Like John Grisham, Mario Puzo and Peter Benchley, King has been blessed with film tie-ins frankly better than the novels they adapt. Stanley Kubrick (
The Shining
, 1980), John Carpenter (
Christine
, 1983), David Cronenberg (
The Dead Zone
, 1983), Rob Reiner (
Stand by Me
, 1986), George Romero (
The Dark Half
, 1993), have added collateral lustre to King’s reputation. And it’s not just directors – King’s narratives elicit terrific performances. One thinks of Jack Nicholson’s ‘Here’s Johnnie!’ (which, incidentally, King hated), but even more unexpected is James Mason doing a prince of darkness in a TV
Salem’s Lot
(1979) – the role the velvet-voiced one was born to play.
The Dead Zone
(1979) is not one of King’s great works, yet Christopher Walken
– maimed and bent on presidential assassination – gives the performance of a lifetime. Even actors whose facial expression is as constipated as James Caan’s (
Misery
, 1990) or as inscrutable as Tim Robbins’s (
The Shawshank Redemption
, 1994) relax in the narrative environment King creates. And, without King, Kathy Bates (
Misery, Dolores Claiborne
, 1995) would still be a supporting actress. If, as the Hollywood proverb goes, there are actors whom the camera ‘likes’, there are also writers too. There have, of course, been clunkers –
The Lawnmower Man
(1992) which King disowns; and
The Running Man
(1987) which he ought to disown, come to mind, though even they have a kind of horrible watchability. Who would miss the spectacle of the future Governor of California in skin-tight spandex, doing battle with the future Governor of Minnesota dressed up as a tin can?

The other thing that King had going for him was energy of composition. The ‘firestorm’, as fans called the spate of writing in his early career, was fuelled, as a cleaned-up King later confessed, by cocaine and booze (he cannot, he claims, remember writing
Cujo
(1981), his shaggy-dog horror tale). In the ten years following
Carrie
, King turned out eighteen full-length novels and four volumes of collected stories.

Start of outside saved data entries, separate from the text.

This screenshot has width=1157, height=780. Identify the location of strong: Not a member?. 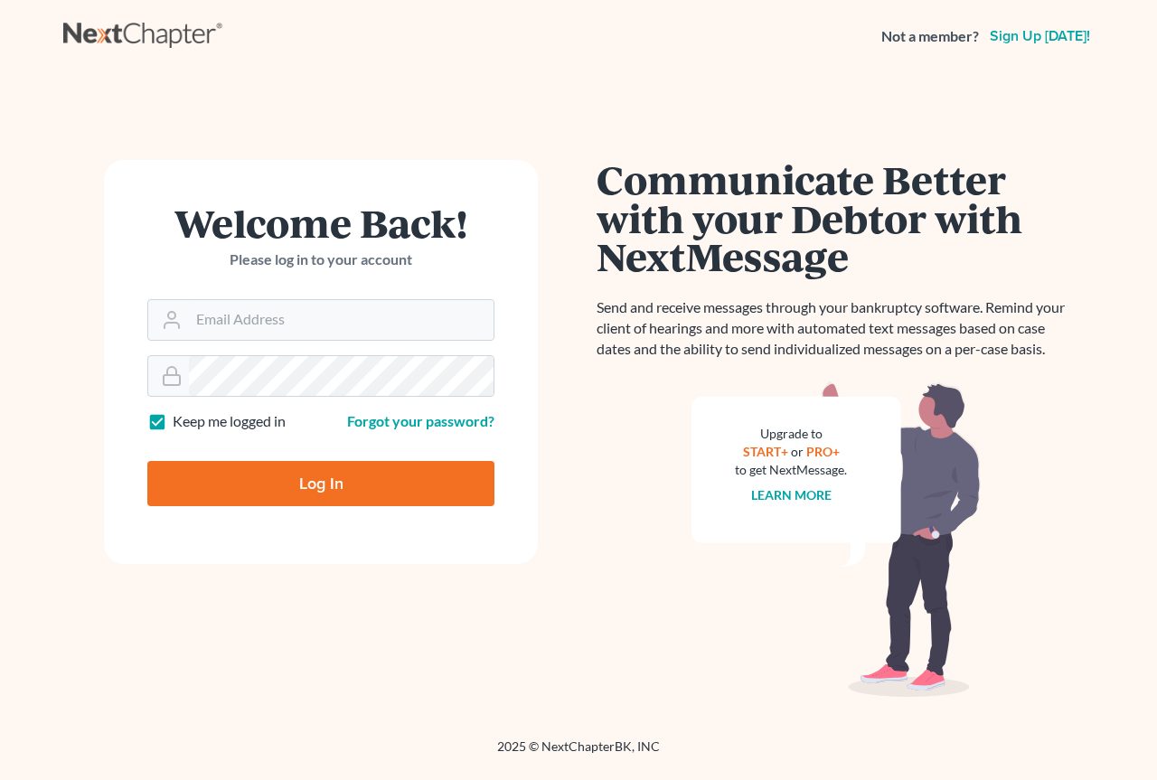
(930, 36).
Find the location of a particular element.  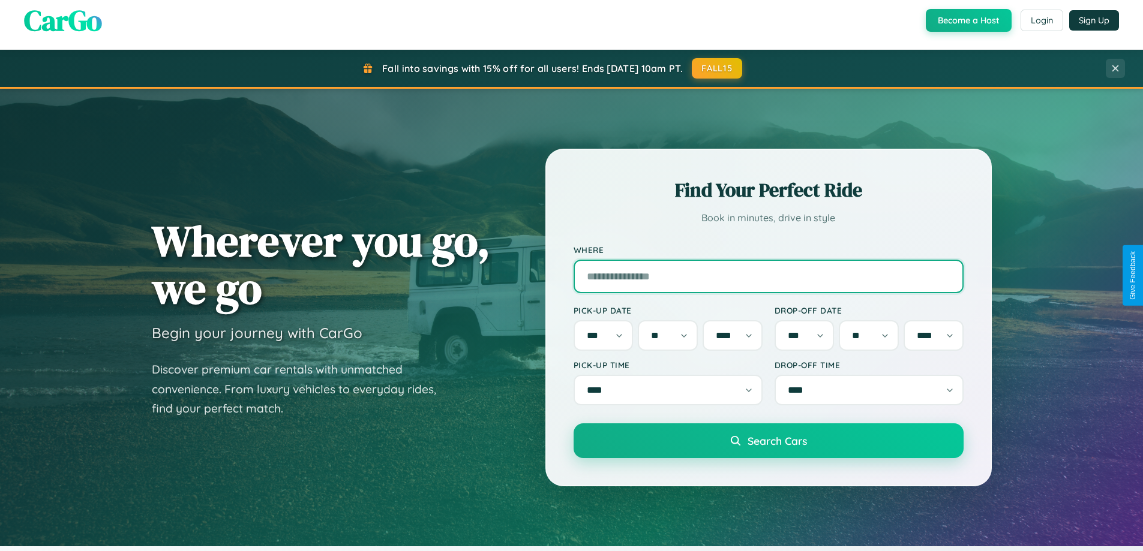

p: Discover premium car rentals with unmatched convenience. From luxury vehicles to everyday rides, ... is located at coordinates (302, 389).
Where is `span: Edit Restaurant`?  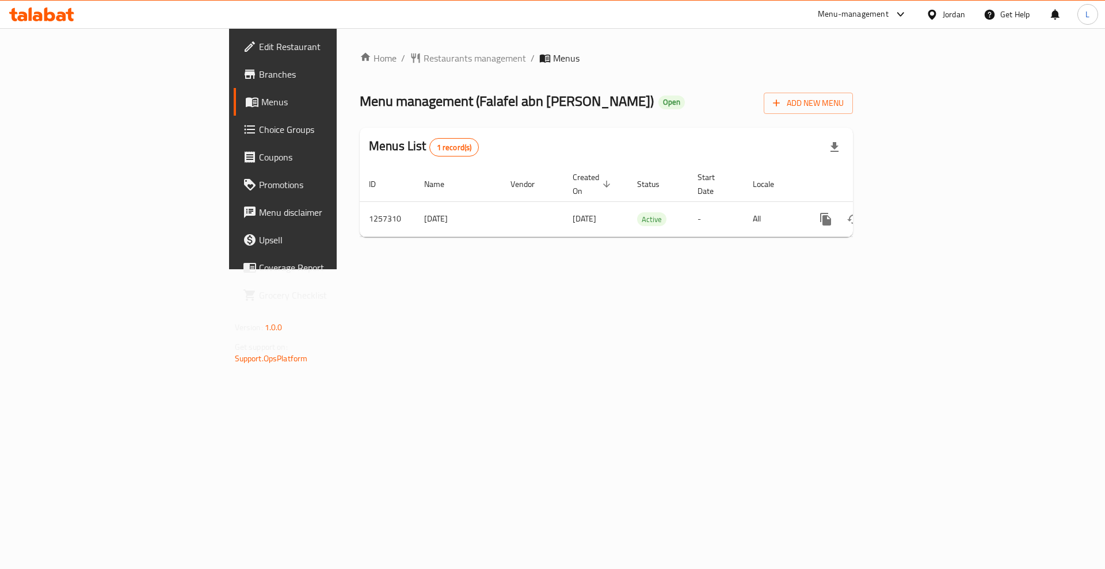 span: Edit Restaurant is located at coordinates (331, 47).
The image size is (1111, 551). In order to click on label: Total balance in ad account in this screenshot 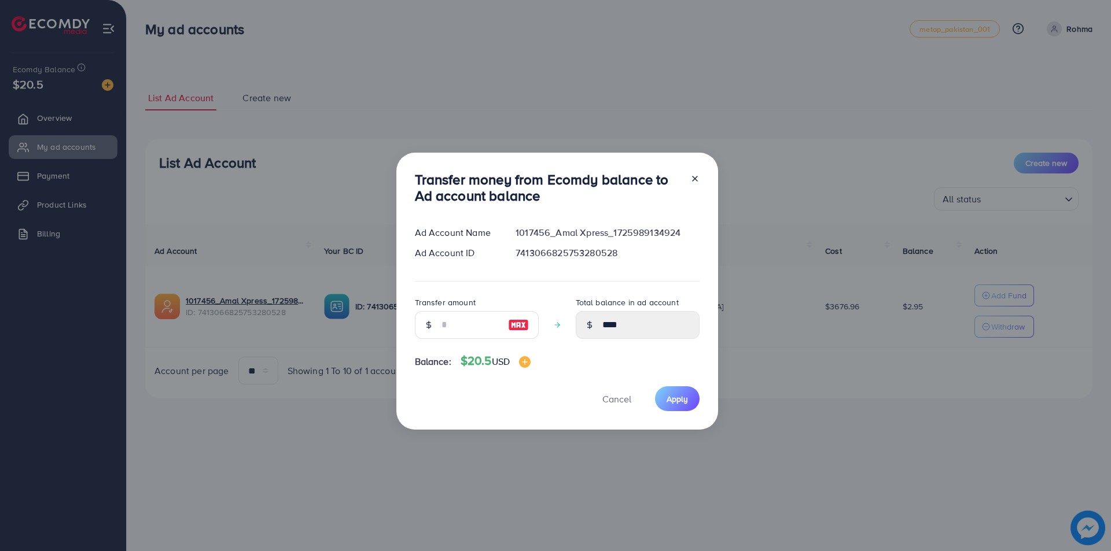, I will do `click(627, 303)`.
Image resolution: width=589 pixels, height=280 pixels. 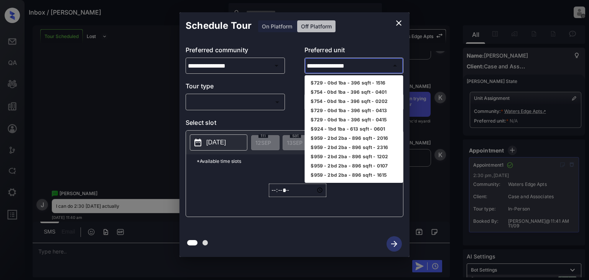 I want to click on button: Open, so click(x=276, y=66).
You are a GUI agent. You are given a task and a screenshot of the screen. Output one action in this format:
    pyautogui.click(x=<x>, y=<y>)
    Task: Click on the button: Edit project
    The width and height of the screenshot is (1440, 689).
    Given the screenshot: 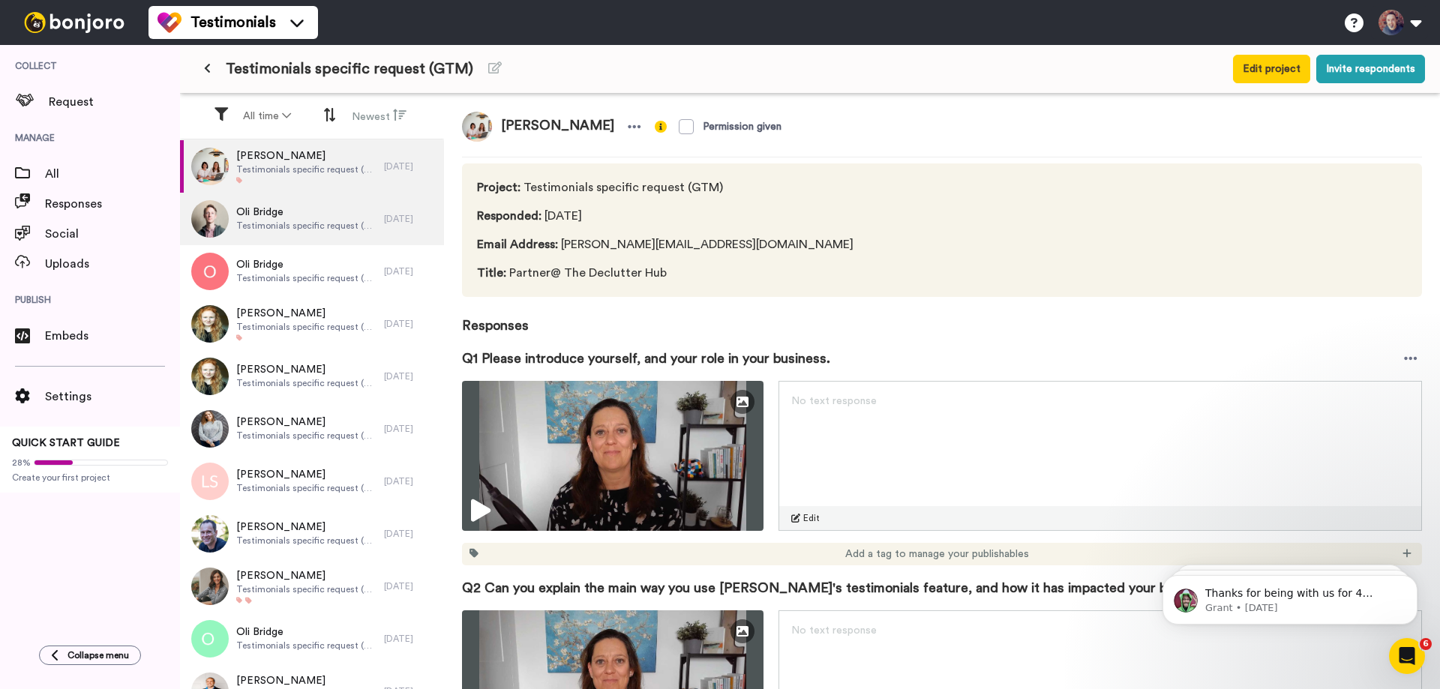 What is the action you would take?
    pyautogui.click(x=1272, y=69)
    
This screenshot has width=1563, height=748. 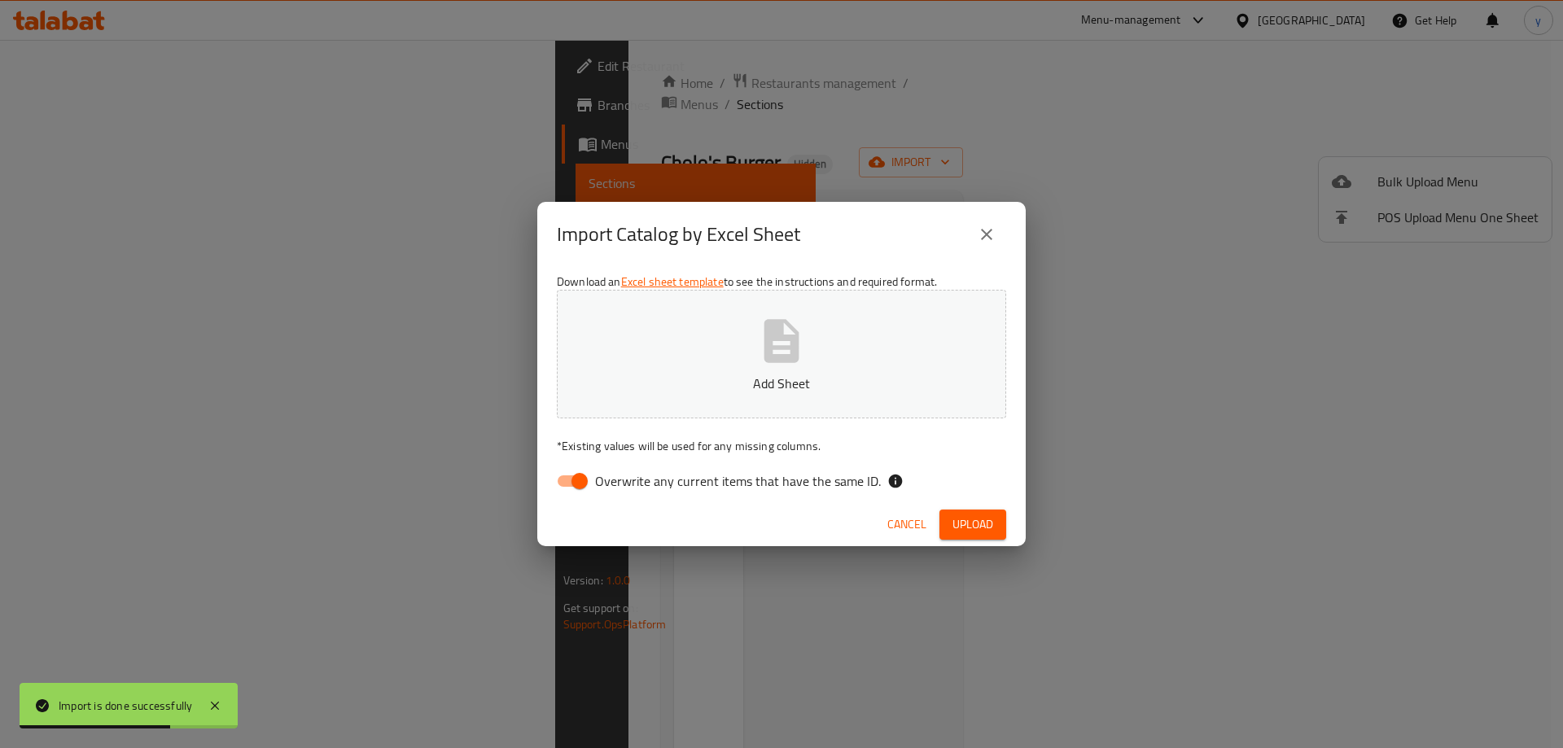 What do you see at coordinates (782, 446) in the screenshot?
I see `p: Existing values will be used for any missing columns.` at bounding box center [782, 446].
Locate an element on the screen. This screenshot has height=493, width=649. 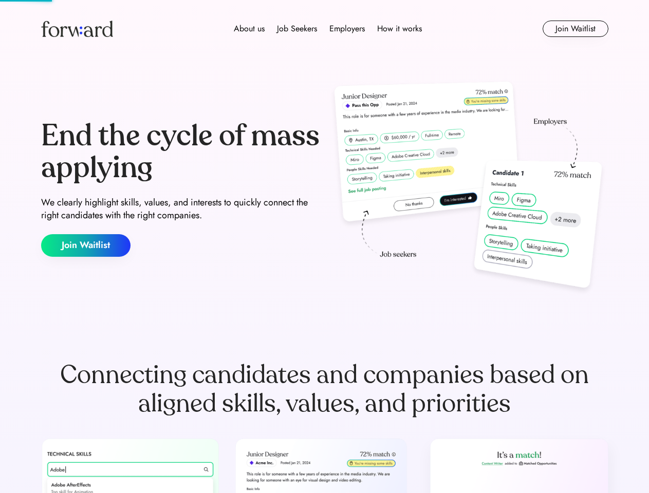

When his publisher felt he might be glutting the market, he invented an alter ego, Richard Bachman, to share the burden. Bachman, alas, has since died of ‘cancer of the pseudonym’. It remains a supreme feat of authorial athleticism.

And it paid off. In 2003, Stephen King made number 14 on the
Forbes
wealthiest celebrity list, with an estimated income of $50 million-plus. Only novelist Michael Crichton ranked higher, and Crichton was, by contrast with King, a child of privilege. He was writing bestselling novels while a Dean’s List medical student at Harvard. Stevie King had no such advantages and believes that he is denied respect. Unlike Crichton, he pulled himself up by his bootstraps, from mobile home to mansion. In his acceptance speech for the lifetime award given him in 2003 by the National Book Foundation, he recalled how he, and his wife Tabitha, ‘lived in a trailer and she made a writing space for me in the tiny laundry room with a desk and her Olivetti portable between the washer and dryer … When I gave up on
Carrie
, it was Tabby who rescued the first few pages of single spaced manuscript from the wastebasket, told me it was good, said I ought to go on.’